I wrote a small piece on my experiences learning Russian with him.
https://www.learnetarium.com/2011/06/following-129-hours-with-boris.html
This blog also contains at least two other entries regarding his work.
Best wishes,
Harold
Hi Harold
Thanks for stopping by, and for referring me to your article. It was very interesting! Certainly to be able to speak in front of an audience of native speakers and to answer questions is very impressive. I can see how the techniques in the book would work, and imagine that in face-to-face lessons you can learn even faster. Thanks for sharing your experiences!
This looks like a fascinating book, Andrew! I will keep an eye for it. I like the main theme of the book – using what we know to communicate well in a foreign language, without worrying about speaking perfectly. I also enjoyed reading about your and Genie’s French-speaking experiences in Martinique.

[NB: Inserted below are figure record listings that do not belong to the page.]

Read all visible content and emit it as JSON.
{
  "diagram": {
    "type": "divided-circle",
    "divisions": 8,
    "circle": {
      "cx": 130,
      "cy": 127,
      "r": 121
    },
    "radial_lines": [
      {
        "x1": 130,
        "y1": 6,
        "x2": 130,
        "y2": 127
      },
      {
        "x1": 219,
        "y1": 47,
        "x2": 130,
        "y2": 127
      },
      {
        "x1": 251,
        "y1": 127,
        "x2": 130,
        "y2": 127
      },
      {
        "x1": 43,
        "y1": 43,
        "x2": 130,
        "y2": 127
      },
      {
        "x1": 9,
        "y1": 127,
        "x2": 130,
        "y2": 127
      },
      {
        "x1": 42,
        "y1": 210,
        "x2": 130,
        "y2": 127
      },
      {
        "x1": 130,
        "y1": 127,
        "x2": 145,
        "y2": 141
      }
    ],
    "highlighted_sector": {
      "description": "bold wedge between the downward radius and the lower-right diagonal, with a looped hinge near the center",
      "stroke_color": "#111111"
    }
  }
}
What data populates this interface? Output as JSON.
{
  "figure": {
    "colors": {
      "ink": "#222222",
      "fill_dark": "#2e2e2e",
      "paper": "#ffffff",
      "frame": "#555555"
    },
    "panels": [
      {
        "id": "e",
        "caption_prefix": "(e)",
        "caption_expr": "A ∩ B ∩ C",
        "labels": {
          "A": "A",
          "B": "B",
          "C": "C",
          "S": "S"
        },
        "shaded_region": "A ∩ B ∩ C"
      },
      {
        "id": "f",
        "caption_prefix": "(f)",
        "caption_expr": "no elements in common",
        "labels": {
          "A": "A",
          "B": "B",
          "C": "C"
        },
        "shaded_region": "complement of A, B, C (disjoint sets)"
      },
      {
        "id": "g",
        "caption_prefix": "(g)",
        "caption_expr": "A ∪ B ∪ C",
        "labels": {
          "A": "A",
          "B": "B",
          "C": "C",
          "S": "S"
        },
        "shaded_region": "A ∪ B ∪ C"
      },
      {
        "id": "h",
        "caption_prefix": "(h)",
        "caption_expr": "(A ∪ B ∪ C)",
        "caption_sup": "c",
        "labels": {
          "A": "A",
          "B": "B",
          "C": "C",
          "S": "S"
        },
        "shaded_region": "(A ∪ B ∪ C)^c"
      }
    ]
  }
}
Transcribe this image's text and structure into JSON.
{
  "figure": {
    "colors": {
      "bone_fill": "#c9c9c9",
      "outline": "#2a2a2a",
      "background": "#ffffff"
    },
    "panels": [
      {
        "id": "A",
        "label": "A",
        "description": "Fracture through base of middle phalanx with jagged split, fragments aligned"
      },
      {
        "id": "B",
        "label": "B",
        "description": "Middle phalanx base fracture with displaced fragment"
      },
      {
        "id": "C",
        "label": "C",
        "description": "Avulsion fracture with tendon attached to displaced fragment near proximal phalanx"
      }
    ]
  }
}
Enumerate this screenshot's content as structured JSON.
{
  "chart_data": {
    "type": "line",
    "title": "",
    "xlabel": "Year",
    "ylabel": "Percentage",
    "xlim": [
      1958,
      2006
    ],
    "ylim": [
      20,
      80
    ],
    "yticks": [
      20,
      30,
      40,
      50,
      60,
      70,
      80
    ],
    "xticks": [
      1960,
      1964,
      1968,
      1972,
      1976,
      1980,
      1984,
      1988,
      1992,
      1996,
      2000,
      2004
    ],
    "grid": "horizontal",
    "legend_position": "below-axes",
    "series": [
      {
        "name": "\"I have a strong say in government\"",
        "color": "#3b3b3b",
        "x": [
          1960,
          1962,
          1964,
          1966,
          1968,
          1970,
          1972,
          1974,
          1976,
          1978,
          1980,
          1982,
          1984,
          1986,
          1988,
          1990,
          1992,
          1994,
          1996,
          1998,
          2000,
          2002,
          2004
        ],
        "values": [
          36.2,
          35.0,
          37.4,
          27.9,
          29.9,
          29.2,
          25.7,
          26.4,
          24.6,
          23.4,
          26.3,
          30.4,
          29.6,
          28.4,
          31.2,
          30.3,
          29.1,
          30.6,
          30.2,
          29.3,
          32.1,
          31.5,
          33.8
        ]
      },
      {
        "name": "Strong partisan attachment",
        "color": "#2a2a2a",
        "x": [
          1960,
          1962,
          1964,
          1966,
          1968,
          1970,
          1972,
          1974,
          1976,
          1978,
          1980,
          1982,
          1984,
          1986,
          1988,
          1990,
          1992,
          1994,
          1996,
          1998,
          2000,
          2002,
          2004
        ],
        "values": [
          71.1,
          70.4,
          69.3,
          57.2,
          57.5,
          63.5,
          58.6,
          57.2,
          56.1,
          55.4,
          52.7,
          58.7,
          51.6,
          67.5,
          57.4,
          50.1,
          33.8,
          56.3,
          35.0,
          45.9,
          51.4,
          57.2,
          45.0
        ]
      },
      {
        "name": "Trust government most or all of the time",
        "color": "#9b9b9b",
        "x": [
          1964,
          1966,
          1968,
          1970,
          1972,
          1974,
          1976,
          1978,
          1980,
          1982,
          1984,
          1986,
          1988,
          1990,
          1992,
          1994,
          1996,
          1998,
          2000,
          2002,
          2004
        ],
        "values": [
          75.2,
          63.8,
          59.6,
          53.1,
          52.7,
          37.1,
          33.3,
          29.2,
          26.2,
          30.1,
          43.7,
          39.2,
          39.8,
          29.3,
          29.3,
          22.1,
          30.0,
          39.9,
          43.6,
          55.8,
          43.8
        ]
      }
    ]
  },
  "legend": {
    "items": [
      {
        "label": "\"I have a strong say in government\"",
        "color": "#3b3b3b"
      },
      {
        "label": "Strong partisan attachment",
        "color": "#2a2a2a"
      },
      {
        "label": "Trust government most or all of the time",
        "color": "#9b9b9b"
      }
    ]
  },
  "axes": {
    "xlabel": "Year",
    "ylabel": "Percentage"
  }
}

When I learnt Chinese, we were struggling to speak in social situations, when our teacher taught us some basic sentences like ‘Can you please repeat that again’, ‘Can you speak more slowly’, ‘What does this word in your sentence mean’. Once we knew these basic sentences, we could pick apart any sentence (atleast most of the time) that anyone spoke and could find its meaning. I practised it with taxi drivers, shop assistants, bookstore assistants and it worked quite well for me. After a while, I could even have moderate level social conversations – not complex intellectual or literary conversations, but simple social ones. And people who were having a conversation with me were indulgent towards me because they knew it was a foreign language for me. Overall, it was fun.
That does sound like fun, Vishy! I didn’t know you could speak Chinese. It’s amazing in a foreign language, isn’t it, when you go from struggling with everything to suddenly understanding how things fit together.